WE CAME, WE SAW, WE LEFT
A Family Gap Year
By Charles Wheelan
I go through phases: Sometimes I feel as if I’m doing OK as a parent, other times I feel like a henchwoman in one long, slow sociocultural crime. When my 15-year-old son screams for help from his counterterrorism team while shooting his way around the world in Rainbow Six Siege, I consider turning myself in to the authorities.
In the fall of 2016, faced with related, albeit more charitable feelings about raising his teenagers, Charles Wheelan chose another tack, and the result is his new travel memoir, “We Came, We Saw, We Left.”
“Team Wheelan” comprises Wheelan’s wife, Leah, and their three teenage children: Katrina (18), Sophie (16) and CJ (13). Inspired by a backpacking trip he took with Leah in the late ’80s, Wheelan rekindles a longtime wish to reprise this journey with kids in tow. He notes that “experiences, rather than things, are what make us happy in the long run,” because they become an “ingrained part of our identity.” Wheelan argues for the feasibility of such an adventure, which clearly requires a measure of entitlement, though not necessarily wealth. (What it really requires is a woman like Leah, a trained computer scientist turned educator who loves maps, spreadsheets and planning.)

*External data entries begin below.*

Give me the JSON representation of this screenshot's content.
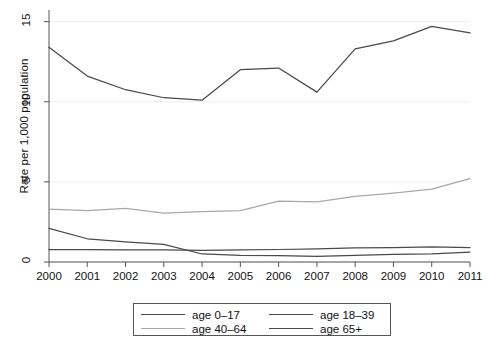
{
  "chart_data": {
    "type": "line",
    "title": "",
    "xlabel": "",
    "ylabel": "Rate per 1,000 population",
    "x": [
      2000,
      2001,
      2002,
      2003,
      2004,
      2005,
      2006,
      2007,
      2008,
      2009,
      2010,
      2011
    ],
    "xtick_labels": [
      "2000",
      "2001",
      "2002",
      "2003",
      "2004",
      "2005",
      "2006",
      "2007",
      "2008",
      "2009",
      "2010",
      "2011"
    ],
    "ytick_labels": [
      "0",
      "5",
      "10",
      "15"
    ],
    "yticks": [
      0,
      5,
      10,
      15
    ],
    "ylim": [
      0,
      15.6
    ],
    "xlim": [
      2000,
      2011
    ],
    "grid": true,
    "grid_axis": "y",
    "legend_position": "below-center",
    "series": [
      {
        "name": "age 0–17",
        "color": "#4a4a4a",
        "values": [
          2.1,
          1.45,
          1.25,
          1.1,
          0.5,
          0.42,
          0.4,
          0.35,
          0.42,
          0.48,
          0.5,
          0.62
        ]
      },
      {
        "name": "age 18–39",
        "color": "#4a4a4a",
        "values": [
          13.4,
          11.6,
          10.75,
          10.25,
          10.1,
          12.0,
          12.1,
          10.6,
          13.3,
          13.8,
          14.7,
          14.3
        ]
      },
      {
        "name": "age 40–64",
        "color": "#a8a8a8",
        "values": [
          3.3,
          3.2,
          3.35,
          3.05,
          3.15,
          3.2,
          3.8,
          3.75,
          4.1,
          4.3,
          4.55,
          5.2
        ]
      },
      {
        "name": "age 65+",
        "color": "#4a4a4a",
        "values": [
          0.78,
          0.77,
          0.76,
          0.75,
          0.72,
          0.75,
          0.78,
          0.82,
          0.88,
          0.9,
          0.95,
          0.9
        ]
      }
    ]
  },
  "axes": {
    "y_title": "Rate per 1,000 population"
  },
  "legend": {
    "entries": [
      {
        "label": "age 0–17",
        "color": "#4a4a4a"
      },
      {
        "label": "age 18–39",
        "color": "#4a4a4a"
      },
      {
        "label": "age 40–64",
        "color": "#a8a8a8"
      },
      {
        "label": "age 65+",
        "color": "#4a4a4a"
      }
    ]
  }
}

Together, they plan a nine-month trip around the world, a time span that tellingly mimics the length of a human pregnancy. The Wheelans start in Colombia, eating their way through street food in Cartagena, then proceed to the Peruvian Amazon for a hilarious misadventure at an “adventure lodge.” From there, everywhere: New Zealand, India, Vietnam, Zanzibar. How do they get around? Buses, buses and more buses (and some planes). They all get carsick; most of them throw up. The stars of this show are undoubtedly the kids: precocious Katrina, on her way to Williams College, contrarian Sophie, who hands her parents a manifesto in the Quito airport declaring a speech and hunger strike, and quirky CJ, a “raging extrovert” who talks so much at school he is apparently placed facing a wall and talks to it.
Aside from the requisite cultural misunderstandings, skin rashes and homicidal drivers, Wheelan wisely focuses his book on the way the family navigates meltdowns, hurt feelings and all the high-stakes transactions of life on the go. I loved this family. Wheelan is a lucid and likable storyteller, and his antic family dialogues are spot-on, but he is not — and does not pretend to be — a poet of place. Readers will not find the closely observed details of landscape and culture of a Freya Stark or V. S. Naipaul, nor the self-implication at the core of much modern travel writing.
Wheelan has a habit of reaching for comparisons to movies. He compares the Bolivian salt flats to the set of a “Star Wars” film. A mossy forest path in New Zealand reminds him of “Avatar.” He tends to liken that which is unknown or new to something within his own frame of reference. In Patagonia, “the jagged snowy peaks rising above the aquamarine lake looked as if someone had dropped the mountains of Colorado into one of the lakes of New Hampshire and then added a glacier.”
Although Wheelan’s journey spans myriad subjects and places, he narrows his aim to persuading us to take a “family gap year.” But we’d love to! We’d love to — but we can’t right now. Many of us can’t under normal circumstances. Seems to me, a travel narrative necessarily functions as a stand-in for the trip you really aren’t going to take.
“We Came, We Saw, We Left” tells an upbeat story. What I liked best about the book was watching two people parent their teenagers well. The Wheelans leaven respectful negotiating with some appropriate sarcasm. They let their kids flounder, lick self-inflicted wounds, get a little bit lost and — every once in a while — suckle on the hotel internet. And in the end, the kids prove themselves to be more resilient and sensitive than Wheelan knew them to be. To whatever measure each of us was able to cross borders and travel before, surely we miss doing so. No arguing here — we want to go and see.